'New farmers' focus on green agriculture
Feng Xiaoyan views herself as a "new farmer", despite being 53 years old. She is contracted to grow organic potatoes on 1,333 hectares of land in her hometown in the northwest province of Shaanxi, and she established her own brand, Sister Potato, in 2009.
"I'm not young, but I think like young people in the internet age," Feng said at the ongoing 2016 China Yangling Agricultural Hi-Tech Fair in Yangling district, a high-tech agricultural zone in Xianyang.
Food safety in China has been questioned due to the overuse of pesticides, fertilizers and chemical additives. Feng, seeing an opportunity for the transformation of Chinese agriculture, decided to plant eco-friendly potatoes to international standards.
Feng was a teacher for eight years in her hometown in Zizhou county before she worked as a government official in Tongchuan from 1990 to 1994.
Feng said the quality of her potatoes is the major reason for her success. From the beginning, she brought in the best potato varieties in the world and employed experts from home and abroad to ensure she used the most sophisticated planting techniques.
She also takes advantage of social media to promote her products.
"Using microblogs as a free advertising platform helps us attract more customers," Feng said.
A Ministry of Agriculture report shows that China has about 2 million new farmers who sell their produce on popular online platforms such as Taobao, Weibo and WeChat.
Compared with traditional farmers, they are generally well-educated. Some even have an overseas education.
Wang Xiaotie, a graduate from Yangling-based Northwest Agriculture and Forestry University, is one such new farmer.
In 2012, he gave up his job as the general manager of a vegetable export company in Beijing and went back to Yangling, a testing ground for new agriculture technology.
"Organic agriculture and circular agriculture are not new terms, but are inherited from the wisdom of our ancestors. We only have to observe the laws of nature to plant high-quality fruit," Wang said.
Wang has a kiwi orchard covering 33 hectares. To ensure that all his kiwis are organic, Wang built a fence around the orchard to separate it from surrounding farmland.
"We use organic fertilizer - cow dung and sheep manure - from the Inner Mongolia autonomous region in our orchard," Wang said.
Last month, his kiwis won organic certification from the United States, the European Union, Japan and China.
Du Zhixiong, a research fellow at the Chinese Academy of Social Sciences, said he is not sure if all produce from the new farmers is up to the standards of "organic produce", but praised the ambition of such farmers.
"Organic produce has become a symbol and an aim of Chinese new farmers," he said. "In this sense, they are contributing to the country's food safety."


* [Task details] Only the lines of the data holding the string "minute" need to be returned.
↓
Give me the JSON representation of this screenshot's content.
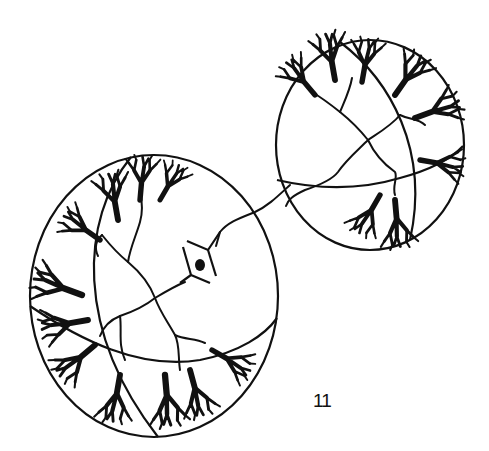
{
  "figure": {
    "label": "11",
    "colors": {
      "ink": "#111111",
      "background": "#ffffff"
    },
    "spheres": [
      {
        "id": "left",
        "cx": 154,
        "cy": 296,
        "rx": 124,
        "ry": 141,
        "has_symbol": true
      },
      {
        "id": "right",
        "cx": 370,
        "cy": 145,
        "rx": 94,
        "ry": 105,
        "has_symbol": false
      }
    ],
    "center_symbol": "eye-in-rhombus"
  }
}
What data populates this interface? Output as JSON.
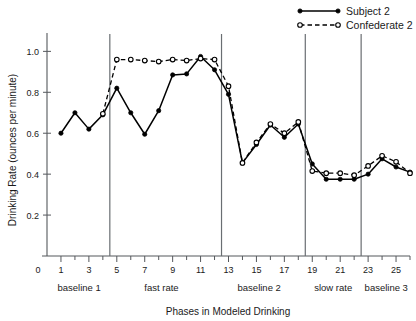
{
  "chart_data": {
    "type": "line",
    "title": "",
    "xlabel": "Phases in Modeled Drinking",
    "ylabel": "Drinking Rate (ounces per minute)",
    "xlim": [
      0,
      26
    ],
    "ylim": [
      0,
      1.08
    ],
    "grid": false,
    "legend_position": "top-right",
    "x": [
      1,
      2,
      3,
      4,
      5,
      6,
      7,
      8,
      9,
      10,
      11,
      12,
      13,
      14,
      15,
      16,
      17,
      18,
      19,
      20,
      21,
      22,
      23,
      24,
      25,
      26
    ],
    "x_tick_labels": [
      "0",
      "1",
      "3",
      "5",
      "7",
      "9",
      "11",
      "13",
      "15",
      "17",
      "19",
      "21",
      "23",
      "25"
    ],
    "x_tick_values": [
      0,
      1,
      3,
      5,
      7,
      9,
      11,
      13,
      15,
      17,
      19,
      21,
      23,
      25
    ],
    "y_tick_labels": [
      "0.2",
      "0.4",
      "0.6",
      "0.8",
      "1.0"
    ],
    "y_tick_values": [
      0.2,
      0.4,
      0.6,
      0.8,
      1.0
    ],
    "series": [
      {
        "name": "Subject 2",
        "style": "solid",
        "marker": "filled-circle",
        "color": "#000000",
        "values": [
          0.6,
          0.7,
          0.62,
          0.69,
          0.82,
          0.7,
          0.595,
          0.71,
          0.885,
          0.89,
          0.975,
          0.91,
          0.79,
          0.455,
          0.545,
          0.64,
          0.58,
          0.645,
          0.45,
          0.375,
          0.375,
          0.375,
          0.4,
          0.475,
          0.435,
          0.41
        ]
      },
      {
        "name": "Confederate 2",
        "style": "dashed",
        "marker": "open-circle",
        "color": "#000000",
        "values": [
          null,
          null,
          null,
          0.695,
          0.96,
          0.96,
          0.955,
          0.95,
          0.96,
          0.955,
          0.965,
          0.96,
          0.83,
          0.455,
          0.555,
          0.645,
          0.6,
          0.655,
          0.415,
          0.405,
          0.405,
          0.395,
          0.44,
          0.49,
          0.46,
          0.405
        ]
      }
    ],
    "phase_dividers": [
      4.5,
      12.5,
      18.5,
      22.5
    ],
    "phases": [
      {
        "label": "baseline 1",
        "center": 2.3
      },
      {
        "label": "fast rate",
        "center": 8.2
      },
      {
        "label": "baseline 2",
        "center": 15.2
      },
      {
        "label": "slow rate",
        "center": 20.5
      },
      {
        "label": "baseline 3",
        "center": 24.3
      }
    ]
  },
  "legend": {
    "entries": [
      {
        "label": "Subject 2"
      },
      {
        "label": "Confederate 2"
      }
    ]
  },
  "axes": {
    "y_title": "Drinking Rate (ounces per minute)",
    "x_title": "Phases in Modeled Drinking"
  }
}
↑
* [Your response]
    "ylabel": "Drinking Rate (ounces per minute)",
    "y_title": "Drinking Rate (ounces per minute)",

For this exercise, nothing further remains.